GNR 1864 Steam Tender (Sturrock)

  • STURROCK’S LOCOMOTIVE ENGINES AND TENDERS. (1864)

    This controversial invention was the subject of much acrimony and discussion at the time. The tenders were converted into ordinary usage at a later date.

    ”The main object of this invention, by Archibald Sturrock, Locomotive Superintendent of the Great Northern Railway Doncaster, is to utilise the adhesion derived from the weight of the tender as a power to propel the train in addition to that of the engine proper instead of the engine, as under present circumstances, having the dead weight of the tender to draw.

    The invention consists in fitting auxiliary cylinders and engines on or to the tender, in connecting them through ordinary connecting rods in the usual manner to the wheels of the tender, in coupling all or some of the wheels of the tender, and in taking steam for the tender cylinders from the ordinary boiler which supplies the engine proper.

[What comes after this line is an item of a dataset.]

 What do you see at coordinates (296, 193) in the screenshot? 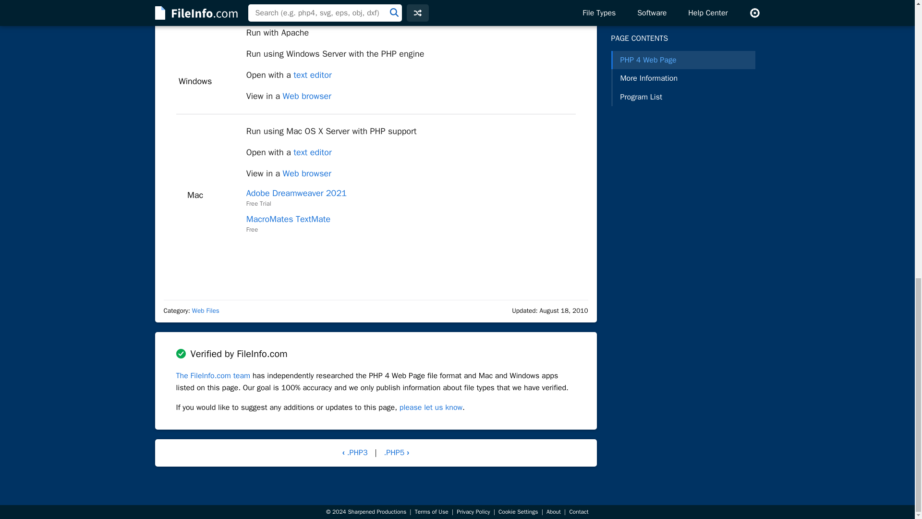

    The invention also consists in forming the water tank in the tender with a false bottom, and in leading the exhaust steam from the tender cylinders into the chamber between the two bottoms. Sometimes, instead of forming the tender with a false bottom, the waste steam is made to circulate through a coil or series of pipes carried through the water in the tender; this steam heats the water in the tank, and the steam which is condensed in the chamber or pipes returns into the tender aud is forced by the pumps into the boiler.”